I guess I have some sort of built-in bias, because when I read the "debate" between Merrill and Wilson, I sided with Merrill. Maybe the bias is that I naturally want to side with someone who I've seen speak before, and someone who's well-respected in BYU's IPT department—or maybe I just agree that there ought to be standardization in our field (maybe we could have...ORANGE beanies!). I think Merrill's "proper study of instructional design" is very interesting. The same way web developers and computer science people have now made it so that anyone can publish a website, or even build their own computer programs, Merrill says that instructional designers should be building similar tools and frameworks to empower others to teach better. Now that would be open education, eh, Dr. Wiley?
In other news, Merrill may have given me guidance on what kind of project I could do for my Master's Degree. And in a way, it's kinda cool that many corporate instructional design jobs overlap heavily with project management and business stuff. Maybe I'd enjoy that?

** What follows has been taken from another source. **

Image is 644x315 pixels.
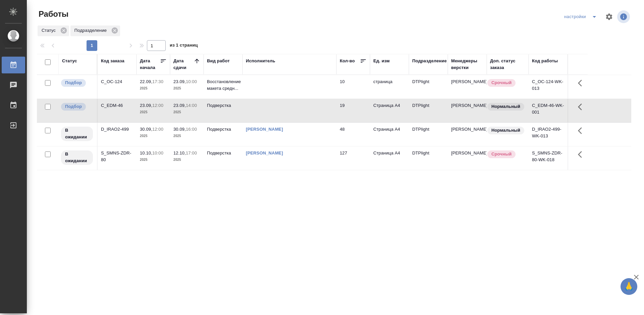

A mix of my own history, class topics, and personal musings. But not just any mix — Mike's Mix.
Friday, December 9, 2011
Skinner and Khan
For those of you who don't know a thing about B.F. Skinner's teaching machines, click to learn more. For those of you that don't know about Khan Academy, click to learn more.
For those of you that, through whatever means, do know about Skinner and Khan, aren't the parallels crazy? Very structured presentation, order and hierarchy of knowledge, teachers acting as facilitators and oversight instead of being in the trenches. Pandemonium.
For those of you that, through whatever means, do know about Skinner and Khan, aren't the parallels crazy? Very structured presentation, order and hierarchy of knowledge, teachers acting as facilitators and oversight instead of being in the trenches. Pandemonium.
I'm a Hypocrite — or I'm gonna be one....
So after just finishing reading Wineburg's (2004) comment about 10 rules for presenting (to make it palatable), I realize that I'm gonna eventually break some of those rules. In two of my classes this semester, we end with a big group presentation, using (you guessed it) Powerpoint. I tried to convince my group members to at least use Prezi, and in one case I succeeded! But I know that with the other ones, and probably with Prezi too, I'm gonna end up reading off the screen, giving way too much detail and not having enough time for questions. Although, I do admit I'm not eager to hear questions about our projects, since they're already flimsy enough without giving an audience of 30+ people the time to find and/or poke holes in our work.
So I guess I'm glad there won't be much time for questions, but I still feel bad about the rest of the presentation. It's like I have some sort of "conscience of craft" (Osguthorpe, 2003) or something. Weird.
So I guess I'm glad there won't be much time for questions, but I still feel bad about the rest of the presentation. It's like I have some sort of "conscience of craft" (Osguthorpe, 2003) or something. Weird.